The film ends with another succession of real and fairy-tale images as a now more mature lieutenant guides his men into bombed out German buildings during the fall of Berlin. As in Mirror, Tarkovsky anchors us to the real world with the use of footage shot on the frontlines before retreating into the subjective and the impressionistic.
Visibly scarred, the young lieutenant stands in the ruins of a German prison with official files piled up at his feet. His soldiers scramble down into the basement through a hole in the floor and return with documents cataloguing every execution and atrocity perpetrated by the Nazi war machine. The Freudian mechanics are obvious in so far as the soldiers are delving into the basement of the unconscious only to present the lieutenant with all sorts of unwanted and long-buried truths, including details of the child soldier’s execution at German hands.
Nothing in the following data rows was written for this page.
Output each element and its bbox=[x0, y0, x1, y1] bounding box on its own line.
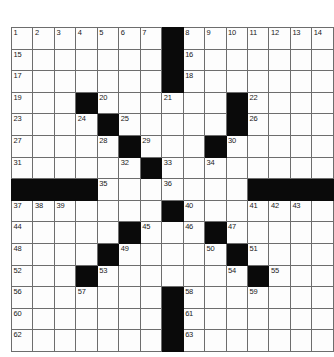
crossword-cell[interactable]: 9 bbox=[205, 28, 226, 50]
crossword-cell[interactable] bbox=[290, 92, 311, 114]
crossword-cell[interactable] bbox=[247, 222, 268, 244]
crossword-cell[interactable]: 12 bbox=[269, 28, 290, 50]
crossword-cell[interactable] bbox=[97, 71, 118, 93]
crossword-cell[interactable] bbox=[33, 49, 54, 71]
crossword-cell[interactable] bbox=[205, 265, 226, 287]
crossword-cell[interactable] bbox=[205, 330, 226, 352]
crossword-cell[interactable] bbox=[312, 114, 334, 136]
crossword-cell[interactable] bbox=[269, 114, 290, 136]
crossword-cell[interactable] bbox=[205, 200, 226, 222]
crossword-cell[interactable] bbox=[183, 243, 204, 265]
crossword-cell[interactable] bbox=[183, 114, 204, 136]
crossword-cell[interactable]: 35 bbox=[97, 179, 118, 201]
crossword-cell[interactable] bbox=[312, 287, 334, 309]
crossword-cell[interactable] bbox=[140, 200, 161, 222]
crossword-cell[interactable]: 24 bbox=[76, 114, 97, 136]
crossword-cell[interactable] bbox=[226, 49, 247, 71]
crossword-cell[interactable] bbox=[312, 222, 334, 244]
crossword-cell[interactable]: 3 bbox=[54, 28, 75, 50]
crossword-cell[interactable] bbox=[269, 222, 290, 244]
crossword-cell[interactable] bbox=[312, 71, 334, 93]
crossword-cell[interactable]: 17 bbox=[12, 71, 33, 93]
crossword-cell[interactable] bbox=[247, 49, 268, 71]
crossword-cell[interactable]: 55 bbox=[269, 265, 290, 287]
crossword-cell[interactable] bbox=[119, 49, 140, 71]
crossword-cell[interactable] bbox=[183, 157, 204, 179]
crossword-cell[interactable] bbox=[290, 287, 311, 309]
crossword-cell[interactable]: 61 bbox=[183, 308, 204, 330]
crossword-cell[interactable] bbox=[119, 200, 140, 222]
crossword-cell[interactable]: 13 bbox=[290, 28, 311, 50]
crossword-cell[interactable]: 22 bbox=[247, 92, 268, 114]
crossword-cell[interactable] bbox=[162, 265, 183, 287]
crossword-cell[interactable] bbox=[290, 243, 311, 265]
crossword-cell[interactable]: 46 bbox=[183, 222, 204, 244]
crossword-cell[interactable] bbox=[205, 71, 226, 93]
crossword-cell[interactable]: 15 bbox=[12, 49, 33, 71]
crossword-cell[interactable]: 42 bbox=[269, 200, 290, 222]
crossword-cell[interactable] bbox=[76, 49, 97, 71]
crossword-cell[interactable] bbox=[97, 157, 118, 179]
crossword-cell[interactable] bbox=[140, 49, 161, 71]
crossword-cell[interactable]: 43 bbox=[290, 200, 311, 222]
crossword-cell[interactable] bbox=[140, 114, 161, 136]
crossword-cell[interactable] bbox=[54, 157, 75, 179]
crossword-cell[interactable] bbox=[97, 308, 118, 330]
crossword-cell[interactable] bbox=[119, 179, 140, 201]
crossword-cell[interactable] bbox=[269, 92, 290, 114]
crossword-cell[interactable]: 1 bbox=[12, 28, 33, 50]
crossword-cell[interactable] bbox=[269, 135, 290, 157]
crossword-cell[interactable] bbox=[119, 92, 140, 114]
crossword-cell[interactable] bbox=[54, 49, 75, 71]
crossword-cell[interactable] bbox=[33, 287, 54, 309]
crossword-cell[interactable]: 39 bbox=[54, 200, 75, 222]
crossword-cell[interactable] bbox=[76, 308, 97, 330]
crossword-cell[interactable]: 19 bbox=[12, 92, 33, 114]
crossword-cell[interactable] bbox=[54, 114, 75, 136]
crossword-cell[interactable]: 29 bbox=[140, 135, 161, 157]
crossword-cell[interactable] bbox=[183, 179, 204, 201]
crossword-cell[interactable] bbox=[33, 222, 54, 244]
crossword-cell[interactable] bbox=[269, 287, 290, 309]
crossword-cell[interactable] bbox=[33, 114, 54, 136]
crossword-cell[interactable] bbox=[312, 49, 334, 71]
crossword-cell[interactable]: 8 bbox=[183, 28, 204, 50]
crossword-cell[interactable] bbox=[140, 92, 161, 114]
crossword-cell[interactable] bbox=[183, 135, 204, 157]
crossword-cell[interactable]: 62 bbox=[12, 330, 33, 352]
crossword-cell[interactable] bbox=[97, 330, 118, 352]
crossword-cell[interactable] bbox=[33, 243, 54, 265]
crossword-cell[interactable] bbox=[97, 287, 118, 309]
crossword-cell[interactable] bbox=[140, 265, 161, 287]
crossword-cell[interactable]: 38 bbox=[33, 200, 54, 222]
crossword-cell[interactable] bbox=[76, 157, 97, 179]
crossword-cell[interactable]: 36 bbox=[162, 179, 183, 201]
crossword-cell[interactable]: 5 bbox=[97, 28, 118, 50]
crossword-cell[interactable]: 28 bbox=[97, 135, 118, 157]
crossword-cell[interactable] bbox=[312, 200, 334, 222]
crossword-cell[interactable]: 47 bbox=[226, 222, 247, 244]
crossword-cell[interactable] bbox=[54, 92, 75, 114]
crossword-cell[interactable] bbox=[33, 308, 54, 330]
crossword-cell[interactable]: 45 bbox=[140, 222, 161, 244]
crossword-cell[interactable] bbox=[205, 287, 226, 309]
crossword-cell[interactable] bbox=[269, 243, 290, 265]
crossword-cell[interactable] bbox=[226, 157, 247, 179]
crossword-cell[interactable] bbox=[162, 135, 183, 157]
crossword-cell[interactable]: 56 bbox=[12, 287, 33, 309]
crossword-cell[interactable] bbox=[290, 71, 311, 93]
crossword-cell[interactable] bbox=[162, 114, 183, 136]
crossword-cell[interactable]: 54 bbox=[226, 265, 247, 287]
crossword-cell[interactable]: 18 bbox=[183, 71, 204, 93]
crossword-cell[interactable] bbox=[205, 308, 226, 330]
crossword-cell[interactable]: 30 bbox=[226, 135, 247, 157]
crossword-cell[interactable] bbox=[247, 71, 268, 93]
crossword-cell[interactable]: 40 bbox=[183, 200, 204, 222]
crossword-cell[interactable] bbox=[290, 308, 311, 330]
crossword-cell[interactable] bbox=[312, 157, 334, 179]
crossword-cell[interactable] bbox=[290, 135, 311, 157]
crossword-cell[interactable] bbox=[312, 265, 334, 287]
crossword-cell[interactable]: 44 bbox=[12, 222, 33, 244]
crossword-cell[interactable] bbox=[312, 92, 334, 114]
crossword-cell[interactable]: 41 bbox=[247, 200, 268, 222]
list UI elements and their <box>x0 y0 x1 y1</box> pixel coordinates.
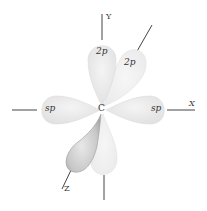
orbital-label-sp-left: sp <box>45 104 55 113</box>
center-atom-label: C <box>98 104 105 113</box>
tilted-axis-top-line <box>136 25 152 53</box>
x-axis-label: X <box>189 100 195 108</box>
z-axis-label: Z <box>64 185 70 193</box>
orbital-diagram: Y 2p 2p sp C sp X Z <box>0 0 207 211</box>
orbital-label-2p-tilted: 2p <box>124 58 136 67</box>
orbital-label-sp-right: sp <box>151 104 161 113</box>
orbital-label-2p-up: 2p <box>96 47 108 56</box>
y-axis-label: Y <box>106 13 111 21</box>
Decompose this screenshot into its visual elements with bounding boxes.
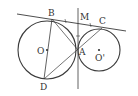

Watching Ivan’s Childhood, I was struck by its extraordinary resemblance to Charles Laughton’s peerless The Night of the Hunter. Rubbished at the time of its release, Laughton’s only film took inspiration from German Impressionist cinema and presented its audience with a highly-stylised visual reconstruction of its characters’ subjective realities. This desire to recreate a child’s point of view explains why the film is so steeped in the gothic imagery of fairy tales.
Tarkovsky follows Laughton in choosing to represent the no-man’s-land between childhood and adulthood as overflowing with gothic menace. What Tarkovsky adds to Laughton’s analysis is the idea of adolescence as a temporary resting place that exerts both a push and a pull on the people whose ages surround adolescence. Thus, the child soldier is lured into adolescence when childlike innocence is wrenched from him by the horrors of war while the young lieutenant reverts to a simplified state of adolescence by virtue of his inability to cope with the hardships of adult life.
The closing images of Ivan’s Childhood explore these themes with considerable power as the battle-scarred young lieutenant physically descends into his own subconscious only to be confronted with images of nooses and guillotines imbued with the same gothic majesty as those Russian forests from the opening scenes. As he imagines the child soldier’s head rolling across the floor, the young lieutenant is plagued by feelings of guilt born of the realisation that his decision to accompany the child back across the river and into German territory resulted in the child’s death. The river represents not just the ever-shifting lines between childhood and adulthood but also the one between dream and reality. By accompanying the child across the river, the young lieutenant was forcing the boy back into pre-mature adulthood and onwards into death and fantasy. Now dead, the child lives on only in the young lieutenant’s dreams as he is visited by a sunlit beach not all that different from the one in the opening scene. The only difference between the sunlit beach dreamed of by the child and the sunlit beach dreamed of by the young lieutenant is that the young lieutenant’s beach is littered with gnarled pieces of wood that rise up out of the sands like the gun emplacements from the opening scene. Having seen too much and advanced too far towards adulthood, the young lieutenant cannot even fantasise about the kind of sunlit innocence that once haunted the child soldier’s dreams. In the mind of the young lieutenant, innocence is born flawed and destined to run screaming into darkness.